Use information from Appendix \(\mathrm{D}\) to calculate the \(\mathrm{pH}\) of (a) a solution that is \(0.150 \mathrm{M}\) in sodium formate \((\mathrm{HCOONa})\) and \(0.200 \mathrm{M}\) in formic acid \((\mathrm{HCOOH})\) (b) a solution that is \(0.210 \mathrm{M}\) in pyridine \(\left(\mathrm{C}_{5} \mathrm{H}_{5} \mathrm{~N}\right)\) and \(0.350 \mathrm{M}\) in pyridinium chloride \(\left(\mathrm{C}_{5} \mathrm{H}_{5} \mathrm{NHCl}\right) ;\) (c) a solution that is made by combining \(125 \mathrm{~mL}\) of \(0.050 \mathrm{M}\) hydrofluoric acid with \(50.0 \mathrm{~mL}\) of \(0.10 \mathrm{M}\) sodium fluoride.

Suppose you want to do a physiological experiment that calls for a \(\mathrm{pH} 6.5\) buffer. You find that the organism with which you are working is not sensitive to the weak acid \(\mathrm{H}_{2} \mathrm{X}\left(K_{a 1}=2 \times 10^{-2} ; K_{a 2}=5.0 \times 10^{-7}\right)\) or its sodium salts. You have available a \(1.0 \mathrm{M}\) solution of this acid and a \(1.0 M\) solution of \(\mathrm{NaOH}\). How much of the \(\mathrm{NaOH}\) solution should be added to \(1.0 \mathrm{~L}\) of the acid to give a buffer at \(\mathrm{pH} 6.50 ?\) (lgnore any volume change.)

(a) Precipitation of the group 4 cations (Figure 17.22) requires a basic medium. Why is this so? (b) What is the most significant difference between the sulfides precipitated in group 2 and those precipitated in group \(3 ?\) (c) Suggest a procedure that would serve to redissolve the group 3 cations following their precipitation.

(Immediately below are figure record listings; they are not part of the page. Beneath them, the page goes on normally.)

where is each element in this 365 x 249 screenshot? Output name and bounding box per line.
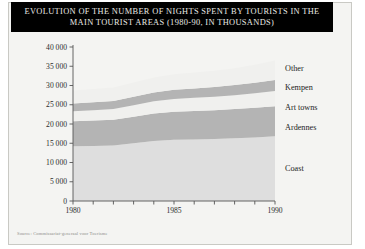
stacked-area-chart: 05 00010 00015 00020 00025 00030 00035 0… (9, 3, 353, 246)
source-note: Source: Commissariat-generaal voor Toeri… (17, 231, 108, 236)
chart-figure: 05 00010 00015 00020 00025 00030 00035 0… (8, 2, 352, 245)
chart-title-bar: EVOLUTION OF THE NUMBER OF NIGHTS SPENT … (11, 2, 333, 32)
y-tick-label: 40 000 (46, 43, 67, 52)
legend-label-coast: Coast (285, 164, 304, 173)
y-tick-label: 15 000 (46, 139, 67, 148)
x-axis-ticks: 198019851990 (65, 201, 282, 215)
x-tick-label: 1980 (65, 206, 80, 215)
y-tick-label: 10 000 (46, 158, 67, 167)
chart-plot-area: 05 00010 00015 00020 00025 00030 00035 0… (9, 3, 353, 246)
y-tick-label: 0 (63, 197, 67, 206)
area-series-group (73, 60, 275, 201)
legend-label-kempen: Kempen (285, 83, 313, 92)
area-band-coast (73, 136, 275, 201)
y-tick-label: 5 000 (50, 177, 67, 186)
y-tick-label: 25 000 (46, 100, 67, 109)
y-tick-label: 20 000 (46, 120, 67, 129)
legend-label-other: Other (285, 64, 304, 73)
chart-title-line-2: MAIN TOURIST AREAS (1980-90, IN THOUSAND… (70, 17, 274, 29)
chart-legend: OtherKempenArt townsArdennesCoast (285, 64, 318, 173)
x-tick-label: 1985 (166, 206, 181, 215)
y-axis-ticks: 05 00010 00015 00020 00025 00030 00035 0… (46, 43, 73, 206)
chart-title-line-1: EVOLUTION OF THE NUMBER OF NIGHTS SPENT … (24, 6, 319, 18)
y-tick-label: 35 000 (46, 62, 67, 71)
x-tick-label: 1990 (267, 206, 282, 215)
y-tick-label: 30 000 (46, 81, 67, 90)
legend-label-ardennes: Ardennes (285, 123, 316, 132)
legend-label-art-towns: Art towns (285, 103, 318, 112)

The value of \(K_{s p}\) for \(\mathrm{Mg}_{3}\left(\mathrm{AsO}_{4}\right)_{2}\) is \(2.1 \times 10^{-20}\). The \(\mathrm{AsO}_{4}{ }^{3-}\) ion is derived from the weak acid \(\mathrm{H}_{3} \mathrm{AsO}_{4}\) \(\left(\mathrm{pK}_{a 1}=2.22 ; \mathrm{pK}_{a 2}=6.98 ; \mathrm{pK}_{a 3}=11.50\right) .\) When asked to calculate the molar solubility of \(\mathrm{Mg}_{3}\left(\mathrm{AsO}_{4}\right)_{2}\) in water, a student used the \(K_{s p}\) expression and assumed that \(\left[\mathrm{Mg}^{2+}\right]=1.5\left[\mathrm{AsO}_{4}^{3-}\right]\). Why was this a mistake?